Cedar Posts had pleasure of watching "the kid" graduate from College Saturday.
Your child's graduation day is of course what you make of it, for many parents its a blessing, a release from the bondage of paying for a higher education, for others it is a bittersweet day.
For this parent, graduation day is a day to take it all in, and in doing so note those days of not so long ago.
As I walk the campus of Western Carolina University with my son, and I am pleased with the friends he has made and the girls who simile and say "hi" as we walk past.
With one quick move the clip on tie is history
and graduation day in the record books.
I remember a scene much like this twenty years ago, and I have trouble with the math, 20 years is a long time, a life time, and yet it was only yesterday. 20 years ago it was my sister's turn, she younger than I, was a part of the class of "89" and Chapel Hill was in all of its spring time glory.
My son had just turned a year old and I had yet to really see myself as a parent, a guardian, a keeper of safe, and a voice of reason and of caution.
But in one defining moment under a perfect Carolina blue sky, I noticed that my life had changed. Walking to graduation with my sister and her friends, they suddenly ran after someone across the grass to the other side of the "quad" and as I stood and watched the four of them running with complete abandon, their Carolina Blue graduation gowns flowing among the trees and their shouts of youth, it hit me, this was heaven. At that moment, holding my son I too wanted to run.
College life was heaven, it had meant no stress, no property taxes, and rules that really were not rules, just guidelines.
I filed the IRS 1040EZ short form and made better than 40k my last year of college by waiting tables and tending bar part time, plus a few other more creative ventures. Lets just say I was a party planner. My car payment was around $200.00 a month and my rent was something like $400.00.
The truth is I had more spendable income as a percentage at that time in my life than I would ever have again.
On my son's graduation day, walking past the bell tower I remind him that at some point in life the world of adultness will catch up with him, and that until now I've done a pretty good job of staying ahead of it. He said he knew what I meant, but he was only being polite.
As much I'd like to think my son listens to me I know some things he'll just have to see for himself.
Today I have friends my age and yet they are so much older, most are planning for retirement and some "God Help Them" are even considering a retirement community. They are old because they want to be or maybe because "adultness" has caught up to them.
The truth is I'm still running.
4 comments:
Bless you, very sincerely. I read "Cedar Posts" because sometimes the things you do with words are so beautiful and because I enjoy the 'soap opera reality' of your views of Charlotte. I have no doubt that the same things are true everywhere, but most of us do not have a "Cedar Posts" to keep us aware.
Graduation Day is a thing that most of us remember well. Thank you for relating this one.
'Getting old' is sometimes a thing unavoidable, sometimes a thing we sucker ourselves into. In my little world, retirement and settling for a pension was the release that let me 'run' for the first time since I was a teen.
Hang In; Keep writing!
---College class of '62, Somewhere.
Well done Cedar, and congrats to your son as well!
Thanks for sharing this story! I have this to look forward to when my "little girl" graduates in a couple of years....right now I look forward to any and every minute she and I have together!
Most of the time when I talk I don't she is listening, but many times, somewhere down the road she lets me know she hears me....she may not truly understand "adultness" as we talk, but only because she hasn't lived it yet....just more great more days to look forward to God willing :-)
Congrats Cedar to your son and family!
Nice story Cedar best of luck to your son.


Work order:
Identify the line in which "At what (x,y)" appears, then reproduce that line and all remaining lines of the records word for word.

Extracted records:

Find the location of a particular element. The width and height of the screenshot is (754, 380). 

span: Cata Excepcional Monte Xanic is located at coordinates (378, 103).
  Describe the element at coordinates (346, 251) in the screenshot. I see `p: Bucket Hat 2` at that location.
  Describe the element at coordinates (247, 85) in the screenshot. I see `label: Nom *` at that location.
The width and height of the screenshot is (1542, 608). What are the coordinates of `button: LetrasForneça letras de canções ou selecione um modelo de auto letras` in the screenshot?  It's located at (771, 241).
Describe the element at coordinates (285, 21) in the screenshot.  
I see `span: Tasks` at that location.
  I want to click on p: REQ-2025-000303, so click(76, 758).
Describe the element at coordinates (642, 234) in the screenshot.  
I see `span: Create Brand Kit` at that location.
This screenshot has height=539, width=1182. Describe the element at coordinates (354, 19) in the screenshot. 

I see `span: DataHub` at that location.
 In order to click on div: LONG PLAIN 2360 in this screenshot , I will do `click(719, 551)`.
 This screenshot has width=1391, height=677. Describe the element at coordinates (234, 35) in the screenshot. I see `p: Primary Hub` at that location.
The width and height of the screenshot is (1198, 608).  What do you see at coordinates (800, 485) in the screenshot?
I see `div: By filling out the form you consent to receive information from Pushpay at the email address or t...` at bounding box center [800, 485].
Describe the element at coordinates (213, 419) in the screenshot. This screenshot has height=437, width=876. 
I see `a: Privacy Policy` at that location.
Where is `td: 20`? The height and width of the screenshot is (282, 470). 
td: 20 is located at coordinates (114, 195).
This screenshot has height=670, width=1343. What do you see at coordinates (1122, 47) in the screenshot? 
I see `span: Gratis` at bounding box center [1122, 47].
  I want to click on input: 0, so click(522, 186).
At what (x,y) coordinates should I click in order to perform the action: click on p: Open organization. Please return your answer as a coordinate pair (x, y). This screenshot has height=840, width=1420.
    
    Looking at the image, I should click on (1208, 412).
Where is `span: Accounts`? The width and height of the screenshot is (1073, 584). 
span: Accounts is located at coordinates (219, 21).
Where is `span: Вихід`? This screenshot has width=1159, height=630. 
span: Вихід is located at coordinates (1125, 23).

Answer for the task:
At what (x,y) coordinates should I click in order to perform the action: click on p: Open organization. Please return your answer as a coordinate pair (x, y). This screenshot has height=840, width=1420.
    
    Looking at the image, I should click on (1208, 412).
Where is `span: Accounts`? The width and height of the screenshot is (1073, 584). 
span: Accounts is located at coordinates (219, 21).
Where is `span: Вихід`? This screenshot has width=1159, height=630. 
span: Вихід is located at coordinates (1125, 23).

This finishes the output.